Gov. Rick Scott appears on track to fulfill his vision of making the Florida Department of Environmental Protection a customer-service oriented rubber stamp that allows industry to dump on the environment with little worry.
In 2011, there was a 28 percent drop in enforcement cases handled by the DEP, while pollution penalty assessments dropped by 29 percent, according to a report from Public Employees for Environmental Responsibility.
This drop in enforcement is in line with orders handed out by top DEP officials. An internal memo from Jeff Littlejohn, deputy secretary for regulatory programs at DEP, urges employees to work with companies and public entities found in violation of environmental laws rather than take action.

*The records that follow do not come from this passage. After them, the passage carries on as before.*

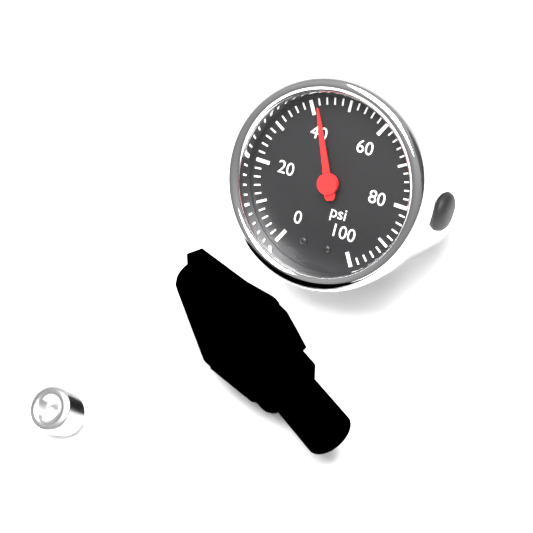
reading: 42 psi
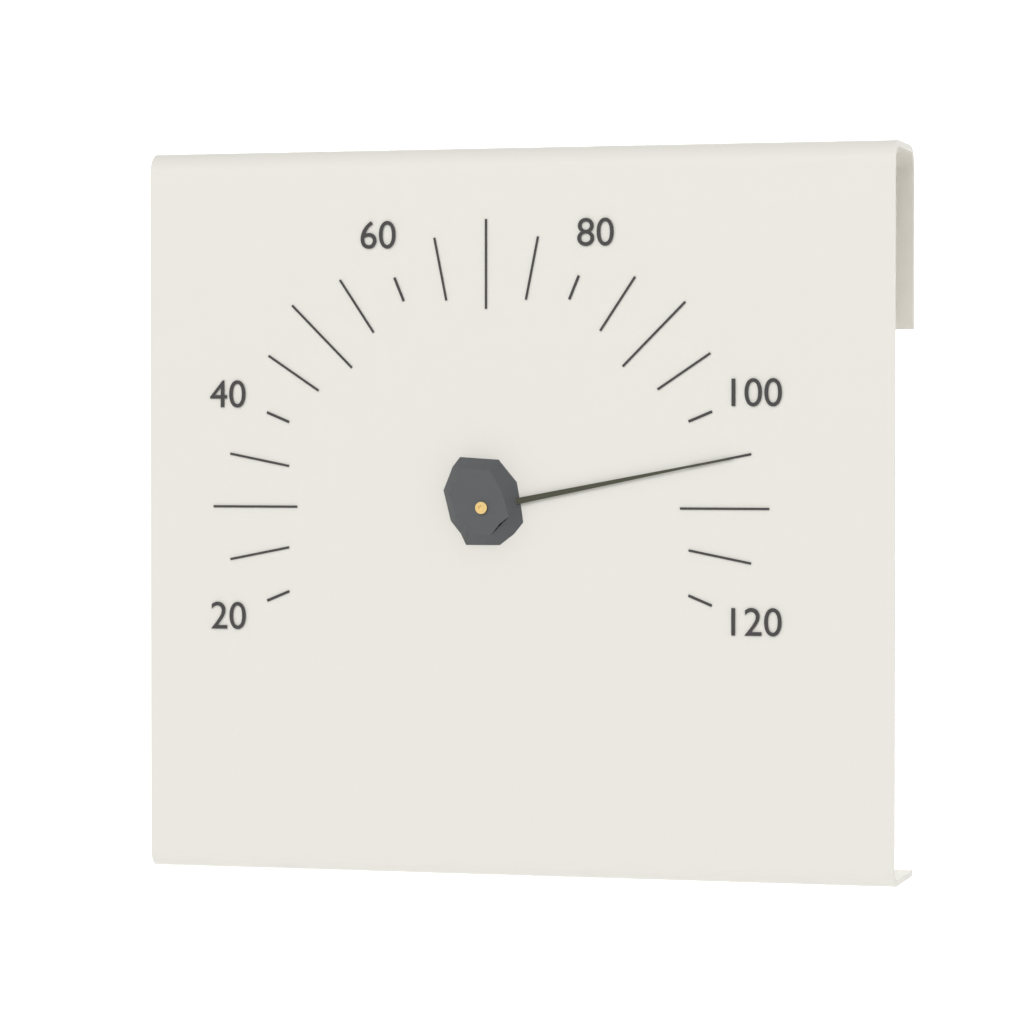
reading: 105 (no unit)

Littlejohn wrote that when "noncompliance occurs despite your best efforts at education and outreach, your first consideration should be whether you can bring about a return to compliance without enforcement."

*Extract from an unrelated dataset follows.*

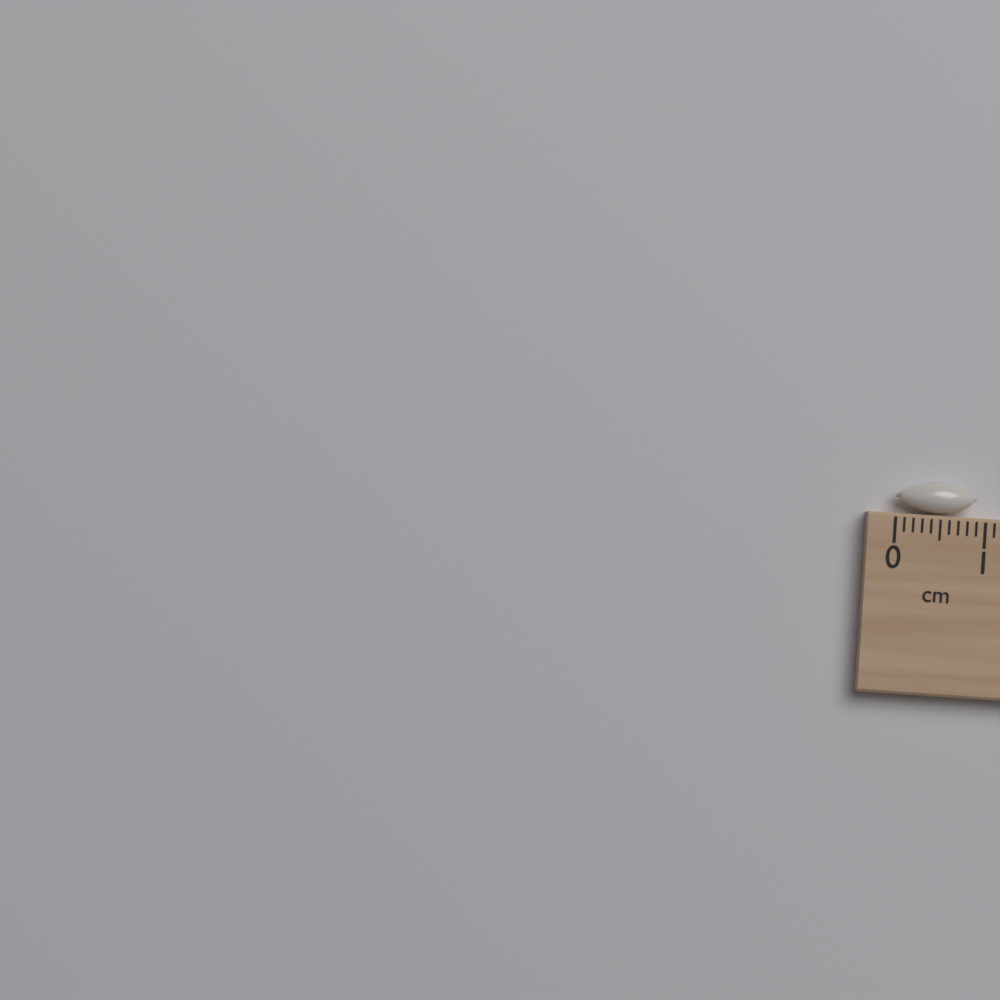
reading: 0.9 cm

PEER asserts that the unstated goal of the memo is to make sure the DEP "resists enforcement in all but the worst cases."

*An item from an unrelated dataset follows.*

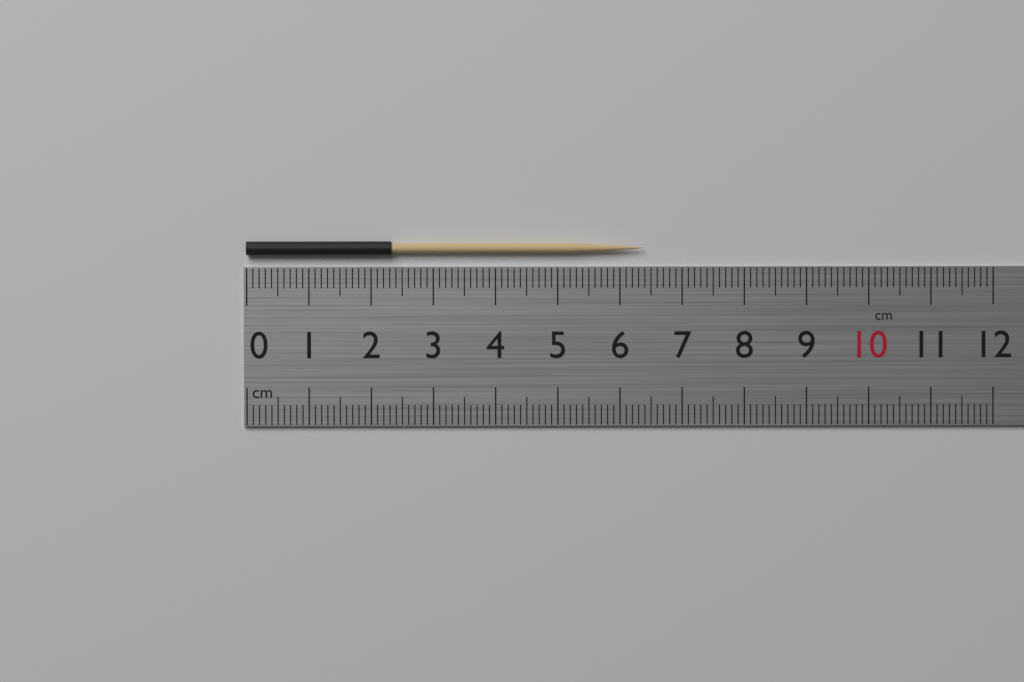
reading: 6.4 cm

Littlejohn was appointed to the position by current DEP Secretary Herschel Vinyard, who may have lied on his resume to get the gig. The Environmental Protection Agency is looking into the matter to determine if Vinyard's business ties put him in violation of the federal Clean Water Act.
The PEER report also shows that there were only nine cases involving a fine of more than $100,000 in 2011, a 50 percent drop in such cases from 2010. Furthermore, the DEP's Office of General Counsel handled the third lowest number of case reports in the history of the agency.
Jerry Phillips, an attorney with PEER who previously worked for the DEP, said in an email the current trends are troublesome because they do nothing to protect the environment. Phillips noted that there is "no compensation for public resource damages, so it becomes a backdoor taxpayer subsidy to polluters."